Dataset entries
++++++++

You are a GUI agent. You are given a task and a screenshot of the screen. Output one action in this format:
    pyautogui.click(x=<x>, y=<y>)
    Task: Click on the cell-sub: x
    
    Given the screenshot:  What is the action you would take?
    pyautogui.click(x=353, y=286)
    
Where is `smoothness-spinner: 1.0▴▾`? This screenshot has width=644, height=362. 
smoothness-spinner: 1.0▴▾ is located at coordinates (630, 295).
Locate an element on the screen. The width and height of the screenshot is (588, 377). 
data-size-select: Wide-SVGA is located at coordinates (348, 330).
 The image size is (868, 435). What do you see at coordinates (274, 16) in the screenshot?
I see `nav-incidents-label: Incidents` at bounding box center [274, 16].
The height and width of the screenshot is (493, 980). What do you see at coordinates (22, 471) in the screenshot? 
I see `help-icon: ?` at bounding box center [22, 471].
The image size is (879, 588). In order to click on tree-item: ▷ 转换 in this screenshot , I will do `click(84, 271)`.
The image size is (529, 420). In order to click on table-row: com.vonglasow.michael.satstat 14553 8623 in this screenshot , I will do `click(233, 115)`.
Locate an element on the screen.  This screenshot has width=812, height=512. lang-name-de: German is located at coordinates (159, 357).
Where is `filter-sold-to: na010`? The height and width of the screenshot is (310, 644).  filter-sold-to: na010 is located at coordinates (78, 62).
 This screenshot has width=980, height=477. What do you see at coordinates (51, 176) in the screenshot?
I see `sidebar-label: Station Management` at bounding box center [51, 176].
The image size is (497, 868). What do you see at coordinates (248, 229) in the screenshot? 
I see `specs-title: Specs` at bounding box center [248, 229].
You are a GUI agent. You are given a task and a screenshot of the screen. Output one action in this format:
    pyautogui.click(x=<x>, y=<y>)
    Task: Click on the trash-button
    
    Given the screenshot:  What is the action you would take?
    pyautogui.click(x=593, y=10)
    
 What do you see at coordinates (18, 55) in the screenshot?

++++++++

▸ **EXERCISE BRIEF**:
Show every line of the records above that contains the word "order".

▸ **SOLUTION FOR THIS EXERCISE**:
The image size is (879, 588). In order to click on tree-item: ▷ 转换 in this screenshot , I will do `click(84, 271)`.
The image size is (529, 420). In order to click on table-row: com.vonglasow.michael.satstat 14553 8623 in this screenshot , I will do `click(233, 115)`.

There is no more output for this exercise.